Most parishes already have an email list. What they don't have is a strategy. And that gap is costing them real engagement with their families.
Picture a family that registered at your parish six months ago. They came to a welcome dinner, signed up for your email newsletter, and then… they went quiet. They're in your database, but no one has reached out meaningfully. Life got busy. They drifted.
This kind of slow fade happens at almost every parish, and it's rarely anyone's fault. Parish staff members are stretched thin, and most email tools treat every subscriber the same–sending the same weekly bulletin blast to the engaged parishioner who volunteers every weekend and the newcomer who's still figuring out which Mass they prefer.
The good news? A few intentional changes to how you use email can make a real difference in how connected your families actually feel.

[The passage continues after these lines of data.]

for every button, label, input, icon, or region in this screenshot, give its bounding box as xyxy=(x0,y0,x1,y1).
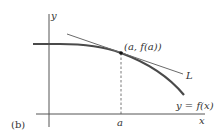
x-axis-label: x xyxy=(199,115,205,126)
tangent-line-diagram: y x (a, f(a)) L y = f(x) a (b) xyxy=(0,0,215,135)
y-axis-label: y xyxy=(50,10,57,21)
tick-label-a: a xyxy=(117,117,123,128)
tangent-line-L xyxy=(67,34,183,74)
point-label: (a, f(a)) xyxy=(124,41,162,52)
panel-label: (b) xyxy=(11,119,25,130)
curve-label: y = f(x) xyxy=(175,100,214,111)
tangent-point xyxy=(119,51,123,55)
tangent-label: L xyxy=(185,70,193,81)
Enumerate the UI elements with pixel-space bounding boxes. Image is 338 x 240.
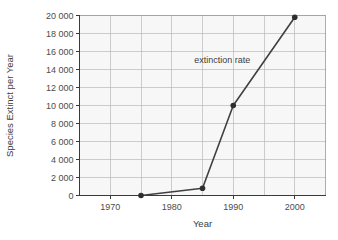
y-axis-tick-labels: 02 0004 0006 0008 00010 00012 00014 0001… xyxy=(46,11,74,201)
chart-annotations: extinction rate xyxy=(194,55,250,65)
chart-container: 02 0004 0006 0008 00010 00012 00014 0001… xyxy=(0,0,338,240)
y-tick-label: 8 000 xyxy=(51,119,74,129)
y-tick-label: 14 000 xyxy=(46,65,74,75)
y-tick-label: 20 000 xyxy=(46,11,74,21)
x-axis-tick-labels: 1970198019902000 xyxy=(100,202,305,212)
data-point-marker xyxy=(138,193,144,199)
x-tick-label: 1980 xyxy=(162,202,182,212)
y-tick-label: 6 000 xyxy=(51,137,74,147)
x-axis-title: Year xyxy=(193,218,212,229)
data-point-marker xyxy=(292,14,298,20)
x-tick-label: 2000 xyxy=(285,202,305,212)
y-tick-label: 10 000 xyxy=(46,101,74,111)
data-point-marker xyxy=(200,186,206,192)
y-tick-label: 18 000 xyxy=(46,29,74,39)
x-tick-label: 1990 xyxy=(223,202,243,212)
data-point-marker xyxy=(230,103,236,109)
y-tick-label: 0 xyxy=(68,191,73,201)
y-tick-label: 16 000 xyxy=(46,47,74,57)
y-tick-label: 4 000 xyxy=(51,155,74,165)
y-tick-label: 12 000 xyxy=(46,83,74,93)
annotation-extinction-rate: extinction rate xyxy=(194,55,250,65)
y-tick-label: 2 000 xyxy=(51,173,74,183)
extinction-rate-line-chart: 02 0004 0006 0008 00010 00012 00014 0001… xyxy=(0,0,338,240)
x-tick-label: 1970 xyxy=(100,202,120,212)
y-axis-title: Species Extinct per Year xyxy=(4,54,15,157)
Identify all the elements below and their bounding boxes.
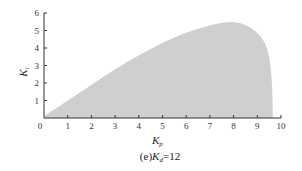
stable-region-area: [44, 22, 273, 118]
y-tick-label: 2: [35, 78, 40, 88]
y-tick-label: 1: [35, 96, 40, 106]
x-tick-label: 0: [38, 121, 43, 131]
chart-caption: (e)Kd=12: [140, 150, 180, 164]
x-tick-label: 10: [277, 121, 287, 131]
chart: 012345678910 123456 Ki Kp (e)Kd=12: [0, 0, 302, 171]
x-axis-label: Kp: [151, 134, 163, 148]
y-axis-ticks: 123456: [35, 8, 48, 106]
x-tick-label: 5: [160, 121, 165, 131]
y-tick-label: 6: [35, 8, 40, 18]
y-tick-label: 4: [35, 43, 40, 53]
x-tick-label: 6: [184, 121, 189, 131]
x-tick-label: 3: [113, 121, 118, 131]
x-tick-label: 7: [208, 121, 213, 131]
y-axis-label: Ki: [17, 67, 31, 77]
x-tick-label: 9: [255, 121, 260, 131]
x-tick-label: 2: [89, 121, 94, 131]
x-tick-label: 4: [137, 121, 142, 131]
x-tick-label: 1: [65, 121, 70, 131]
y-tick-label: 3: [35, 61, 40, 71]
x-tick-label: 8: [231, 121, 236, 131]
y-tick-label: 5: [35, 26, 40, 36]
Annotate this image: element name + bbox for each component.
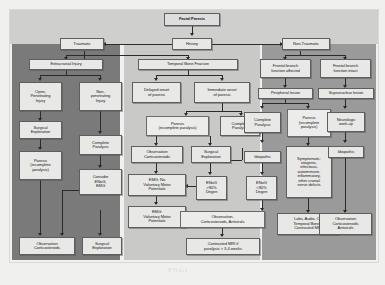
node-surgical-exploration-3[interactable]: Surgical Exploration	[191, 146, 231, 163]
node-supranuclear-lesion[interactable]: Supranuclear lesion	[318, 88, 374, 99]
node-enog-high-degen[interactable]: ENoG >90% Degen	[196, 176, 227, 200]
watermark: PNGI	[168, 266, 188, 274]
node-paresis-incomplete-3[interactable]: Paresis (incomplete paralysis)	[287, 109, 331, 137]
node-emg-voluntary[interactable]: EMG: Voluntary Motor Potentials	[128, 206, 186, 228]
arrow-nonpen-complete	[98, 131, 102, 134]
node-frontal-branch-intact[interactable]: Frontal branch function intact	[320, 59, 371, 78]
arrow-neuro-idiopathic2	[343, 140, 347, 143]
edge-immediate-paresis	[222, 103, 223, 111]
edge-nonpen-complete	[100, 111, 101, 133]
node-observation-corticosteroids-antivirals-1[interactable]: Observation, Corticosteroids, Antivirals	[180, 211, 265, 228]
edge-extracranial-stem	[66, 70, 67, 75]
node-extracranial-injury[interactable]: Extracranial Injury	[29, 59, 103, 70]
edge-nontraumatic-split	[285, 55, 345, 56]
node-history[interactable]: History	[172, 38, 212, 50]
edge-enoghigh-up-v	[242, 148, 243, 160]
node-idiopathic-2[interactable]: Idiopathic	[328, 146, 364, 158]
arrow-enog-high	[208, 172, 212, 175]
node-symptomatic-causes[interactable]: Symptomatic: otogenic, infectious, autoi…	[286, 146, 332, 198]
node-open-penetrating[interactable]: Open, Penetrating Injury	[19, 82, 62, 111]
node-paresis-incomplete-2[interactable]: Paresis (incomplete paralysis)	[146, 116, 209, 136]
edge-history-traumatic	[104, 44, 172, 45]
arrow-complete-paralysis-3	[260, 106, 264, 109]
edge-idiopathic2-obs4	[345, 158, 346, 212]
node-non-traumatic[interactable]: Non-Traumatic	[282, 38, 330, 50]
arrow-obs3-mri	[220, 234, 224, 237]
node-observation-corticosteroids-2[interactable]: Observation Corticosteroids	[131, 146, 183, 163]
node-temporal-bone-fracture[interactable]: Temporal Bone Fracture	[138, 59, 238, 70]
edge-paresis-obs	[40, 180, 41, 235]
arrow-consider-obs	[60, 233, 64, 236]
edge-temporal-split	[156, 75, 222, 76]
arrow-idiopathic1-enoglow	[260, 172, 264, 175]
edge-peripheral-split	[262, 103, 308, 104]
node-delayed-onset[interactable]: Delayed onset of paresis	[132, 82, 181, 103]
node-surgical-exploration-2[interactable]: Surgical Exploration	[82, 237, 122, 255]
edge-history-nontraumatic	[212, 44, 282, 45]
node-observation-corticosteroids-1[interactable]: Observation Corticosteroids	[19, 237, 75, 255]
arrow-root-history	[190, 33, 194, 36]
node-traumatic[interactable]: Traumatic	[60, 38, 104, 50]
arrow-paresis-obs	[38, 233, 42, 236]
node-immediate-onset[interactable]: Immediate onset of paresis	[194, 82, 250, 103]
arrow-immediate-onset	[220, 78, 224, 81]
arrow-open-penetrating	[38, 78, 42, 81]
edge-consider-left-drop	[62, 190, 63, 235]
arrow-emgno-emgvol	[154, 202, 158, 205]
arrow-complete3-idiopathic1	[260, 140, 264, 143]
edge-immediate-split	[186, 111, 241, 112]
node-neurologic-workup[interactable]: Neurologic work-up	[327, 112, 365, 132]
node-surgical-exploration-1[interactable]: Surgical Exploration	[19, 121, 62, 139]
node-facial-paresis[interactable]: Facial Paresis	[164, 13, 220, 26]
arrow-delayed-onset	[154, 78, 158, 81]
node-idiopathic-1[interactable]: Idiopathic	[244, 151, 281, 163]
edge-consider-surgical	[100, 210, 101, 235]
edge-peripheral-stem	[285, 99, 286, 103]
node-consider-enog-emg[interactable]: Consider ENoG, EMG	[79, 169, 122, 195]
node-frontal-branch-affected[interactable]: Frontal branch function affected	[260, 59, 311, 78]
node-complete-paralysis-3[interactable]: Complete Paralysis	[244, 112, 281, 133]
edge-temporal-stem	[188, 70, 189, 75]
arrow-complete-consider	[98, 165, 102, 168]
node-contrasted-mri[interactable]: Contrasted MRI if paralysis > 3-4 weeks	[186, 238, 260, 255]
node-emg-no-voluntary[interactable]: EMG: No Voluntary Motor Potentials	[128, 174, 186, 196]
arrow-consider-surgical	[98, 233, 102, 236]
edge-traumatic-split	[66, 55, 188, 56]
node-peripheral-lesion[interactable]: Peripheral lesion	[258, 88, 313, 99]
arrow-non-penetrating	[98, 78, 102, 81]
arrow-supranuclear-neuro	[343, 106, 347, 109]
node-paresis-incomplete-1[interactable]: Paresis (incomplete paralysis)	[19, 151, 62, 180]
node-complete-paralysis-1[interactable]: Complete Paralysis	[79, 135, 122, 155]
node-enog-low-degen[interactable]: ENoG <90% Degen	[246, 176, 277, 200]
arrow-surgical-paresis	[38, 147, 42, 150]
node-observation-corticosteroids-antivirals-2[interactable]: Observation Corticosteroids Antivirals	[319, 213, 372, 235]
facial-paresis-flowchart: Facial Paresis History Traumatic Non-Tra…	[0, 0, 385, 285]
edge-extracranial-split	[40, 75, 100, 76]
node-non-penetrating[interactable]: Non- penetrating Injury	[79, 82, 122, 111]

A broadcast email goes to everyone at once. These are emails like your weekly announcements, event reminders, and Sunday bulletins. They're valuable, but they're not personalized.
They assume every family is in the same place.

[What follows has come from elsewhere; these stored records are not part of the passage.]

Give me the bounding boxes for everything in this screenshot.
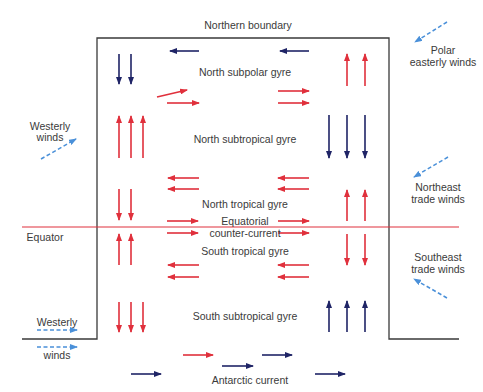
polar-easterly-label-2: easterly winds <box>400 56 483 68</box>
west-boundary-currents <box>119 54 143 332</box>
northeast-trade-label-2: trade winds <box>400 193 476 205</box>
westerly-north-label-2: winds <box>20 131 80 143</box>
zonal-currents <box>131 51 345 374</box>
ocean-gyre-diagram: Northern boundary North subpolar gyre No… <box>0 0 483 392</box>
southeast-trade-label-1: Southeast <box>400 251 476 263</box>
equatorial-label: Equatorial <box>200 215 290 227</box>
counter-current-label: counter-current <box>195 227 295 239</box>
basin-boundary <box>22 38 459 339</box>
northeast-trade-label-1: Northeast <box>400 181 476 193</box>
north-tropical-gyre-label: North tropical gyre <box>190 198 300 210</box>
westerly-south-label-1: Westerly <box>27 316 87 328</box>
north-subpolar-gyre-label: North subpolar gyre <box>185 66 305 78</box>
westerly-south-label-2: winds <box>27 349 87 361</box>
antarctic-current-label: Antarctic current <box>200 374 300 386</box>
east-boundary-currents <box>329 54 365 332</box>
south-subtropical-gyre-label: South subtropical gyre <box>180 310 310 322</box>
south-tropical-gyre-label: South tropical gyre <box>190 245 300 257</box>
southeast-trade-label-2: trade winds <box>400 263 476 275</box>
equator-label: Equator <box>24 231 66 243</box>
north-subtropical-gyre-label: North subtropical gyre <box>180 133 310 145</box>
northern-boundary-label: Northern boundary <box>188 19 308 31</box>
polar-easterly-label-1: Polar <box>408 44 478 56</box>
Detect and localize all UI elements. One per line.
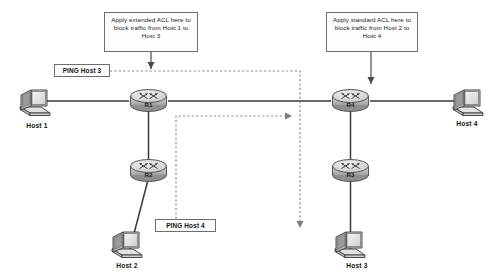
flow-ping-host-4 — [176, 116, 292, 219]
label-ping-host-3: PING Host 3 — [54, 64, 110, 77]
host-host4[interactable] — [453, 90, 483, 116]
router-r3[interactable]: R3 — [333, 160, 369, 182]
router-r4[interactable]: R4 — [333, 90, 369, 112]
host-host1-label: Host 1 — [10, 122, 64, 129]
router-r3-label: R3 — [347, 171, 355, 178]
router-r1[interactable]: R1 — [131, 90, 167, 112]
callout-apply-standard-acl: Apply standard ACL here to block traffic… — [326, 12, 418, 52]
callout-apply-extended-acl: Apply extended ACL here to block traffic… — [104, 12, 198, 52]
router-r2-label: R2 — [145, 171, 153, 178]
host-host3[interactable] — [335, 232, 365, 258]
host-host2-label: Host 2 — [100, 262, 154, 269]
router-r2[interactable]: R2 — [131, 160, 167, 182]
host-host1[interactable] — [20, 90, 50, 116]
host-host2[interactable] — [112, 232, 142, 258]
router-r4-label: R4 — [347, 101, 355, 108]
label-ping-host-4: PING Host 4 — [155, 219, 216, 232]
host-host3-label: Host 3 — [330, 262, 384, 269]
router-r1-label: R1 — [145, 101, 153, 108]
network-diagram-canvas: R1 R2 R3 R4 — [0, 0, 500, 280]
host-host4-label: Host 4 — [440, 120, 494, 127]
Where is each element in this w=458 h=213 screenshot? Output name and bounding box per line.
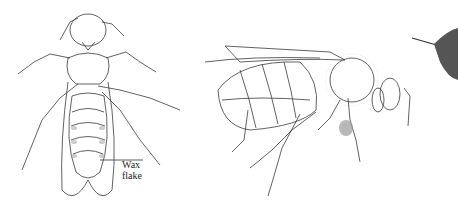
partial-hairy-bee <box>412 28 458 80</box>
pollen-basket-shading <box>339 120 353 136</box>
wax-flake-shading <box>71 126 105 158</box>
wax-label-line1: Wax <box>122 160 140 170</box>
bee-illustration <box>0 0 458 213</box>
wax-label-line2: flake <box>122 171 142 181</box>
lateral-view-bee <box>205 46 410 196</box>
ventral-view-bee <box>18 14 180 196</box>
thorax-hair-shading <box>326 54 378 106</box>
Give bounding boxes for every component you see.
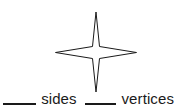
label-vertices: vertices [122,90,174,107]
star-outline-shape [56,12,137,92]
question-line: sides vertices [0,81,174,107]
label-sides: sides [41,90,77,107]
worksheet-page: sides vertices [0,0,174,107]
blank-vertices-input[interactable] [85,88,116,105]
blank-sides-input[interactable] [3,88,36,105]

An email nurture sequence is different. It's a planned series of messages that guide someone through a journey.
It could be from new registrant to engaged parishioner, from lapsed member to re-engaged community member. Each email builds on the last, and its content aligns with where that person is in their relationship with your parish.
Many parishes only do broadcast emails. The ones seeing the deepest engagement do both.

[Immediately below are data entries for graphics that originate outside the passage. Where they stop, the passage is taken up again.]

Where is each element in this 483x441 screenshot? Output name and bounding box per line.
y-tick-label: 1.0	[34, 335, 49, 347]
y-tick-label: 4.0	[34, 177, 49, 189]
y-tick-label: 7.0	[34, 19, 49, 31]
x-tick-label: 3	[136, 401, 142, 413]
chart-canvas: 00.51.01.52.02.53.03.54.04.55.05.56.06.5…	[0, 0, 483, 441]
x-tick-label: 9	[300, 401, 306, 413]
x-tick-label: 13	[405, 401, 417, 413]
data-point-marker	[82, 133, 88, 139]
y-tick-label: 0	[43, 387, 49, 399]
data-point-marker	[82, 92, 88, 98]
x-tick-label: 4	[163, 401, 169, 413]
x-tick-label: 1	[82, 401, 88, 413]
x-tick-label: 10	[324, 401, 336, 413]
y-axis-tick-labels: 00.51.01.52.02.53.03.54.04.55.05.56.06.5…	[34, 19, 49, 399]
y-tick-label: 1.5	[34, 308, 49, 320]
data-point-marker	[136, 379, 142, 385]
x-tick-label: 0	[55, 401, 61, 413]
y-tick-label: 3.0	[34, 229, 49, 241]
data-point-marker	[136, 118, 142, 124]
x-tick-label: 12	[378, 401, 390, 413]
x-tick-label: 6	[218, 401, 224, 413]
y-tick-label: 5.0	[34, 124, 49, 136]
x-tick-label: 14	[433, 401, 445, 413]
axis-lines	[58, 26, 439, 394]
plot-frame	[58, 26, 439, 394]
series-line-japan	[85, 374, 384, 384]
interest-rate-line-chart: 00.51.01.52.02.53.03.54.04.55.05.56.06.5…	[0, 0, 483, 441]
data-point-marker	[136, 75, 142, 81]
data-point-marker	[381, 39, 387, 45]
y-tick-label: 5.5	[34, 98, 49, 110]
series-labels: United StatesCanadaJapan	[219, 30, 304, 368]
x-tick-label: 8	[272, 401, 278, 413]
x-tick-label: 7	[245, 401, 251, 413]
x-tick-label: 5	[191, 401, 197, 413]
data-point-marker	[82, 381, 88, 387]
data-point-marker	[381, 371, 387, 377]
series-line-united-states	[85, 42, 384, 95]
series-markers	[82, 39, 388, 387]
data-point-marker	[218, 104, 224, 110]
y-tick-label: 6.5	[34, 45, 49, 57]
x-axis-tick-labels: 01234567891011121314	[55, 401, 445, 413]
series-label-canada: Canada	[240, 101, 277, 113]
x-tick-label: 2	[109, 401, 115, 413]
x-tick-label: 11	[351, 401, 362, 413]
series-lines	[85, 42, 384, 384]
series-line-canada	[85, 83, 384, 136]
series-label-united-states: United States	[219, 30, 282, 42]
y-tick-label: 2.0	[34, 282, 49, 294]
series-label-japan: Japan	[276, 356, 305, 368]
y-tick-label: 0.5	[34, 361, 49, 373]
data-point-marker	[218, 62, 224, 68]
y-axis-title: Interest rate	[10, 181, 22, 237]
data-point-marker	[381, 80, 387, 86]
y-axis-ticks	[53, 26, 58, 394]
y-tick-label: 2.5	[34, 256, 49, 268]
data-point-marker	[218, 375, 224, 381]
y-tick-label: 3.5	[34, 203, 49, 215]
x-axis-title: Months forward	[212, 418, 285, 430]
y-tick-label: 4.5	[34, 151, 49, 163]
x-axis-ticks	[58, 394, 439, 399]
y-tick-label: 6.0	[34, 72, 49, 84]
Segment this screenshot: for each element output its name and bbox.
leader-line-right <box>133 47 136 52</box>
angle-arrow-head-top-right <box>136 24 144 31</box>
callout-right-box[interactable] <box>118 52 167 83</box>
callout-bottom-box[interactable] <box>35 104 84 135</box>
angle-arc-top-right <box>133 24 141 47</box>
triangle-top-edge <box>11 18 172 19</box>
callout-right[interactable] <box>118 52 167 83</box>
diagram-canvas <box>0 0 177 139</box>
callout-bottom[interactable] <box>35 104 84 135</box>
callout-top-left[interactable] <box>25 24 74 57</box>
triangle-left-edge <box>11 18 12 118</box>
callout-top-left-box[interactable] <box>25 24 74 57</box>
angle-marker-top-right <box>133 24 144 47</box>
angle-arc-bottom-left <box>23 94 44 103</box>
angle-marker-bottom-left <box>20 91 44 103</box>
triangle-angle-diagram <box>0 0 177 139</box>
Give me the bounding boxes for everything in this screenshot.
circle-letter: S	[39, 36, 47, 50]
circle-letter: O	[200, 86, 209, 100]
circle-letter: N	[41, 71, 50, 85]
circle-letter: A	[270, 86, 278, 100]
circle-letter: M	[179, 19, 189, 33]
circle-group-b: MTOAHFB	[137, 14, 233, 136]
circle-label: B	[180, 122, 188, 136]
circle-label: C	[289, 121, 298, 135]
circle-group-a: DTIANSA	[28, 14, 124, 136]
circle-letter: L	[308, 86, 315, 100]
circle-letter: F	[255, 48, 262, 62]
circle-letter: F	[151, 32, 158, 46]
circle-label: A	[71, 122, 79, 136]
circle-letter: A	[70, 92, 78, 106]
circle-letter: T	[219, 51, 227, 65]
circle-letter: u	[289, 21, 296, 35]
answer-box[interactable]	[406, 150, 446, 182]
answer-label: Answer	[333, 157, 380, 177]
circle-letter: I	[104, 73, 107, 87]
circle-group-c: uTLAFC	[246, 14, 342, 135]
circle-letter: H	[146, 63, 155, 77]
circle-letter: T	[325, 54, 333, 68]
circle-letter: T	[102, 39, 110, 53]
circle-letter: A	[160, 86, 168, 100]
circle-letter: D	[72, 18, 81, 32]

You don't need to build a complicated system. Start by identifying the moments in parish life that most benefit from a follow-up sequence:
The goal is to send the right message at the right moment so you reach parishioners when they're most open to hearing from you.
Here's a straightforward example that any parish can implement:
A warm, personal message from the pastor. No asks, no links to 15 different programs. Just a genuine welcome and one clear next step. like an upcoming Mass time or a link to learn about your parish's mission.
A brief overview of two or three ways to get involved. Maybe a ministry, a small group, a school program, whatever fits your parish's strengths. Keep it simple.
A short, honest message checking in. Invite them to reach out with questions, share a need, or let you know what they're looking for. This email often generates more replies than any other.
Three emails. Three weeks. That's enough to make a real difference in helping a new parishioner feel seen and welcome.
Many parishes run their communications through a patchwork of tools. They may have a separate email platform, a giving tool, a website, and maybe a texting app.
The problem is that none of these systems talk to each other. When someone makes their first online gift, your email tool doesn't know. When a family registers on your website, your giving platform doesn't know either.
Effective nurture depends on knowing what your parishioners have done and acting on it quickly. Without connected tools, that kind of timely, personal outreach is nearly impossible to pull off without a lot of manual effort.
This is one of the biggest reasons parishes are moving away from stitched-together tools and toward a unified platform.
The most common reason parishes don't do email nurture isn't a lack of desire. More often, they lack the capacity. Building sequences takes time, and most parish staff are already wearing five hats.
A few things make this more manageable:
eCatholic's platform connects your website, online giving, and communications tools so your parish can send the right message at the right moment without stitching together five different apps.